I am not Caroline Calloway, nor have I ever been, or will be in the future. This I know, and I thank my lucky stars every day for.
If you’re unfamiliar with the aforementioned menace to the streets of the West Village and Glossier stocks alike, here are a few different resources to help you get a taste of her character. I considered many different angles to write today’s issue from, most of which required some sort of primer for the subject. I decided to leave that to others, especially since forming a deciding judgement or opinion on the subject depends on copious amounts of self mythologizing and generally inconsistent accounts from said subject on principle.
It seems that recently it has been decided that everyone loves a scam. Yes, I watched “Inventing Anna” and yes, I delighted in every flop moment of it. I don’t particularly lean towards scammers as my preferred strain of true crime, which I tend to abstain from as a whole more often than not. IMO much of the interest in scammers is generated by the debates over whether their crimes were victimless, or harmless, or just plain shameful.
When you prop up Caroline Calloway next to Anna Sorokin, the former seems entirely unimpressive. Despite her attempts to reframe and reclaim her identity as a scammer and further profit off of it, she has failed. Remarkably, she has done so with the good breeding and generational wealth that Sorokin presumably lacked. Calloway has squandered and scrapped until she couldn’t anymore, which is why she is currently in internet hiding to (again) fail to make good on another digital promise.
The privilege part is what gets me, not because I am jealous or petty but if you start so close to the finish line, what has to go wrong in order to go completely off the racetrack? My guess is ambition and self inflation that gets one in over their head, but at a certain level of leveling, all that has to fall away, right? Maybe this is my introvert overthinker tether talking, but I can’t imagine not wanting to possess a certain degree of certainty about everything in your life. I’ve learned to let go of a lot of things, considering that I can never know or control them. But if I was an opportunistic grifter with the amount of know-how and feigned confidence that girls like these do, I would probably approach it a bit differently than the scatter-brained, braggadocio unapologetic and entirely unprepared defense they poise.
Back to why people love to watch a scam: we as audiences love a spectacle and even more, we love a failure. The snarkers and fans alike who observed for years as Calloway hit wall after wall, dense comment after dense comment and essentially bulldozed what was left of her own prospects. Her shamelessness about it all definitely didn’t help, but it certainly helped engagement if nothing else.
This begs the question: why dig the hole even deeper? Why not just keep the Yale plates? Why refuse to confront a loss in its most minimal sense even if it doesn’t entail self incrimination? Just give up!
My near encyclopedic knowledge of these two specific scammers is in due part to well justified quarantine obsessions and a wealth of maddeningly useless information at my fingertips. I’ve mostly kicked said obsessions due to the fact that media surrounding them is increasing in quantity and decreasing in quality. I don’t want to dedicate the fullest extent of my writing and attention to an in-depth piece on Caroline Calloway, because she’s the only person who cares enough to do that. And did. I’m just rambling, and relaying that I thought “Inventing Anna” was bad and maybe we should just pay attention to the scammers who have the spoons to actually pull it off. Here are some good points on why, but I too have gripes of my own. Sometimes bad TV does not heal all wounds, I guess. See you next week!
they gotta put arian moayed and anna chlumsky into a better tv show together.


> _WHAT YOU WILL DO_
Your copy should repeat the data that follows exactly and contain no image.

━━━━━━━━━━━━━━━━

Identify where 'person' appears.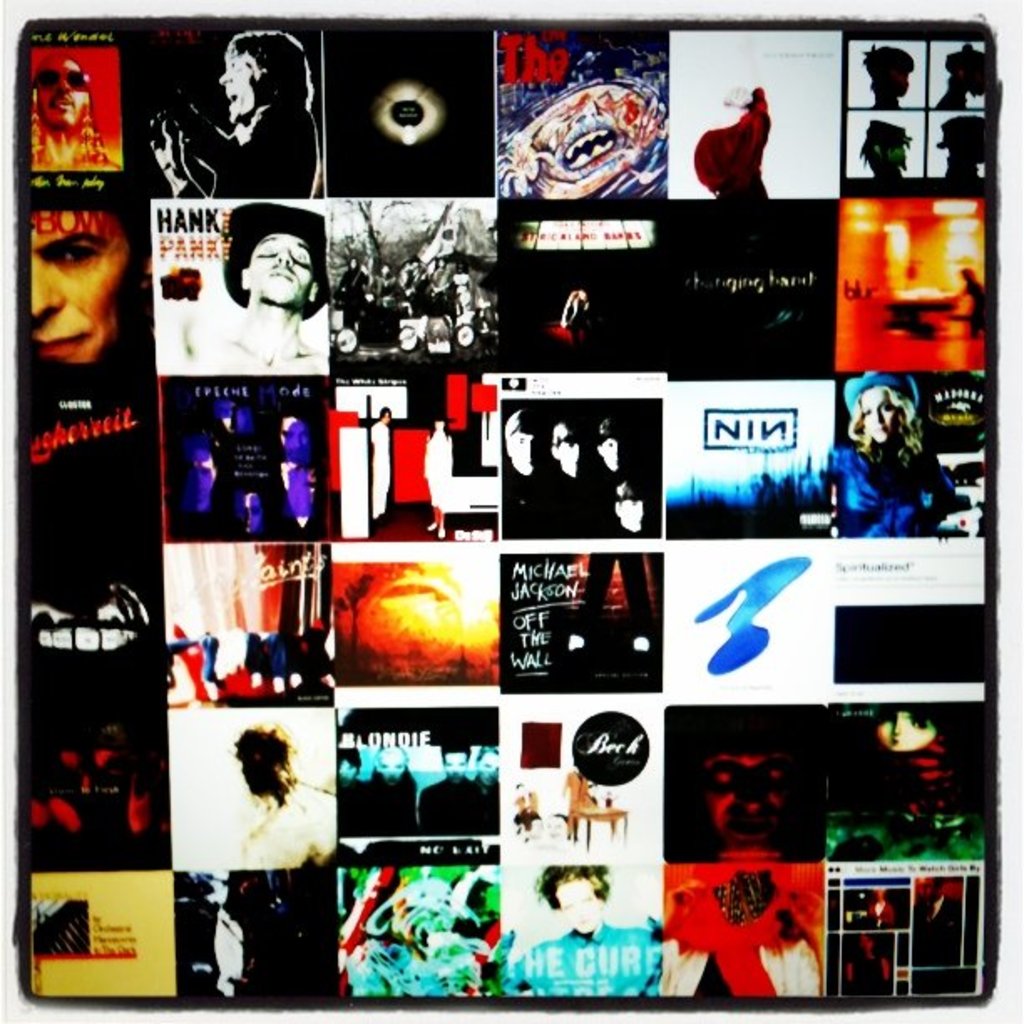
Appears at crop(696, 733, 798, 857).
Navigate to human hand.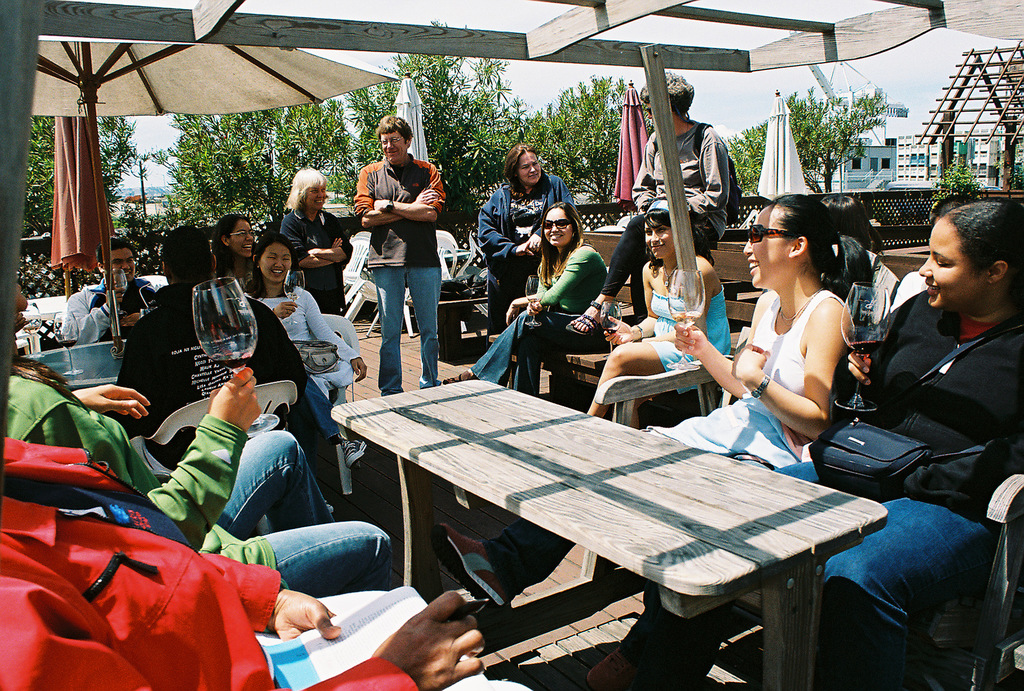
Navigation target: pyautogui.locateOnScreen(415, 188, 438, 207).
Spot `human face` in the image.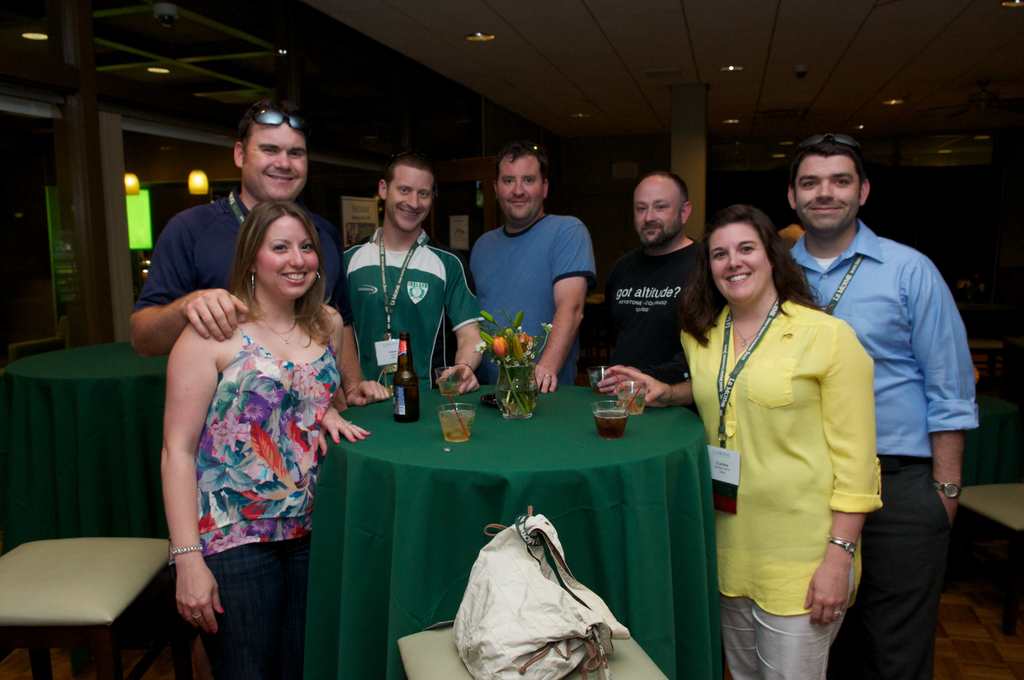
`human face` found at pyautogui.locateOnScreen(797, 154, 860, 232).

━━━━━━━━━━━━━━━━

> _OUTPUT OF THE EXERCISE_
Identify where 'person' appears.
Appears at crop(696, 733, 798, 857).
Navigate to human hand.
Navigation target: pyautogui.locateOnScreen(415, 188, 438, 207).
Spot `human face` in the image.
`human face` found at pyautogui.locateOnScreen(797, 154, 860, 232).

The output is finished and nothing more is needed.